Viewers willing to get on Carax's loopy wavelength will find the movie intoxicating, while those who aren't might at least agree that the digital shooting by Caroline Champetier and Yves Cape is superlative. In interviews, the perfectionist Carax has expressed a strong disdain for HD, but "Holy Motors" looks both vibrant and, in accordance with the pic's thematic concerns, a touch artificial. Overall, the film's tech package is astounding.

Acting-wise, Scob hauntingly channels her role in Georges Franju's "Eyes Without a Face," while Lavant is thoroughly brilliant, almost Buster Keaton-esque in his ability to convey a wide range of emotions with a minimum of words -- or, in the case of the untranslatable Monsieur Merde, sounds.

Holy Motors

Posted: Tue May 22, 2012 9:32 pm
by Sonic Youth
I think this film may need its own thread. 'Amour' suddenly has some compeition.

Holy Motors: Cannes Review
by Megan Lehmann
Hollywood Reporter


Exhilarating, opaque, heartbreaking and completely bonkers – French auteur Leos Carax’s so-called comeback film, Holy Motors, is a deliciously preposterous piece of filmmaking that appraises life and death and everything in between, reflected in a funhouse mirror.

It’s brave and foolish. After a rapturous reception at its first Cannes screening, the bewitching French-German co-production immediately bolts to the front of the pack in the race for the Palme d’Or and into an elated tempest of debate and speculation.

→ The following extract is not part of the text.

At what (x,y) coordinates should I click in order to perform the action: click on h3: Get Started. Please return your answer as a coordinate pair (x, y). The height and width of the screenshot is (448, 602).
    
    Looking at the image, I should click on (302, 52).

Beyond a segment of the 2008 triptych Tokyo!, the elusive Carax hasn’t made a film since his cult Cannes competition entry Pola X 13 years ago. He’s obviously been bottling up some seriously wacky ideas and they all blow their lids at once in this avant-garde sci-fi concoction that represents – maybe – a scream in the night against our enslavement to the virtual world.

We can only sit back and marvel as Carax’s id, in the shape of weather-beaten French character actor and long-time collaborator Denis Lavant, runs wild through the streets of Paris, tossing out visually stunning sequences that are by turns erotic, repugnant and sad.

The boisterous accordion jam alone is worth the price of admission.

Smoking like a train, Lavant inhabits eleven – count ’em – different roles during the course of a 24-hour odyssey as he is chauffeured about the city by his attentive driver, Celine (the glorious Edith Scob). It’s performance art, with an interval, and makes the most of the actor’s incredible, pliant face and acrobat’s body.

Here he is, a naked, flower-munching leprechaun being rocked to sleep by Eva Mendes’ burqa-wearing fashion model. And there, an old crone with wiry gray hair and a beggar’s cup.

He’s affecting as a concerned father remonstrating with his daughter over her shyness at a party, and scary as a flick knife-wielding hitman who excises his mirror self. Funny, too.

Carax, perhaps best known for early Juliette Binoche-starrers The Night is Young and Lovers on the Bridge, goes totally for broke with this mad hatter’s tea party, lobbing domesticated chimpanzees and chatty limousines into the mix seemingly at random, and often the only reasonable response in the face of such unhinged lunacy is to laugh with delight.

So what’s it all about?

Don’t ask Australian pop pixie Kylie Minogue’s Jean Seberg-cum-air-stewardess character, who sings a forlorn original love song backed by the Berlin Music Ensemble before leaping to her death. She is one of the many women Lavant’s Monsieur Oscar loves and leaves as he goes from “appointment” to “appointment,” taking on different guises, increasingly weary and searching for some peace, always at the mercy of the mysterious “agency.”

Carax’s visual style, aided by the cinematographer Caroline Champetier, who last year won a Cesar for Of Gods and Men, is swooningly romantic, punctuated by virtuoso flights of fancy such as the stunning motion-capture compositions. There’s a beautiful fluidity to the sequences that would seem to be at odds with the weird juxtapositions, but that’s the way it is in a dream.

Carax, who appears briefly in an overture to the film, says he is angry with the way people have succumbed so completely to the virtual world, turning their computer into their home, their hearth. In a world where people clutch their smart phones like security blankets and store all their treasured memories on a hard drive, he just may have a point.